[cfe-dev] #error and #warning: why include "#error/#warning" in the diagnostic?

Ted Kremenek kremenek at apple.com
Tue Jan 31 22:25:31 PST 2012


On Jan 31, 2012, at 8:21 PM, Douglas Gregor wrote:

>> It seems nice to distinguish in the text where the actual text comes from. That said, it just seems nice-to-have, not super important.
>> 
>> Certainly "#error" seems like a pretty lame way to do this. ;] My initial thought would be:
>> foo.cc:42:13: error: (from source directive) this code requires widget to be defined
>> or some variant thereof.

That seems even more verbose, and not any more clearer.

>> 
>> Among other nice things is that then the message is the same between #error and #warning, and only the level changes. The downside I see is that it's more verbose.
> 
> That's a step up from "#error", but I still find it unnecessary.

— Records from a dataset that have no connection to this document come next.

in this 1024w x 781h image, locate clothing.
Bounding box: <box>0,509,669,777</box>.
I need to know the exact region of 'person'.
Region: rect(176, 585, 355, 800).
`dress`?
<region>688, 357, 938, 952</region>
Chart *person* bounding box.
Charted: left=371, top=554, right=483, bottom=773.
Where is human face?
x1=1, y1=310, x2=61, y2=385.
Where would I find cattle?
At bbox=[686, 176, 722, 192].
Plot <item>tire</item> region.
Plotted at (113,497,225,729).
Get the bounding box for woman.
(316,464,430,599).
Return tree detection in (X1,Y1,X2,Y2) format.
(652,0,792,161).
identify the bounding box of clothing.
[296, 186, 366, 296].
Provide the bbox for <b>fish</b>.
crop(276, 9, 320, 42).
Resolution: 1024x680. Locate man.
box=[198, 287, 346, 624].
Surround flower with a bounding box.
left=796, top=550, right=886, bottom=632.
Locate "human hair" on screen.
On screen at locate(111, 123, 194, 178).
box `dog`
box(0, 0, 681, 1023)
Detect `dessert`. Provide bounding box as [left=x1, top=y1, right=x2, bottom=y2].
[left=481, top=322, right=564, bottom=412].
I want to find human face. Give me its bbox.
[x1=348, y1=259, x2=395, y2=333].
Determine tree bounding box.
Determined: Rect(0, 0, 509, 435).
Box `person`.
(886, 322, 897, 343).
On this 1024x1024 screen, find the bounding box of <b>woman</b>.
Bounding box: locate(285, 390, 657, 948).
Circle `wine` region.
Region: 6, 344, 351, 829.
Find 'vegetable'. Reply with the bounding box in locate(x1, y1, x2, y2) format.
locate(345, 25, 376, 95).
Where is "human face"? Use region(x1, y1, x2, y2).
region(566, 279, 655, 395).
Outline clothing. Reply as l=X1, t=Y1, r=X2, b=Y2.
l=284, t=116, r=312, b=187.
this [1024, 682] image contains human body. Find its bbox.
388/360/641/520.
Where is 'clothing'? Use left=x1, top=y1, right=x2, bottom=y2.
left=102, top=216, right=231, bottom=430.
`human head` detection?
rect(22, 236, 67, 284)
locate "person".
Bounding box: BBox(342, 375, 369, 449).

We can always support another command line flag that causes us to omit the '#error' and the '#warning' in the message for clients that don't want it (which do exist) since they can use diagnostic categories.  That may seem like overkill, but we have plenty of driver flags for controlling the behavior of diagnostics.  The suggestion of having "from source directive" is just a poor man's replacement of not having good diagnostic categories on the command line (where they make less sense).

I'm fine with keeping "#error" for the text diagnostics.  People are use to them, and the alternatives aren't necessarily any better.  We also don't have -W flags for errors anyway, so -Wdirective doesn't work.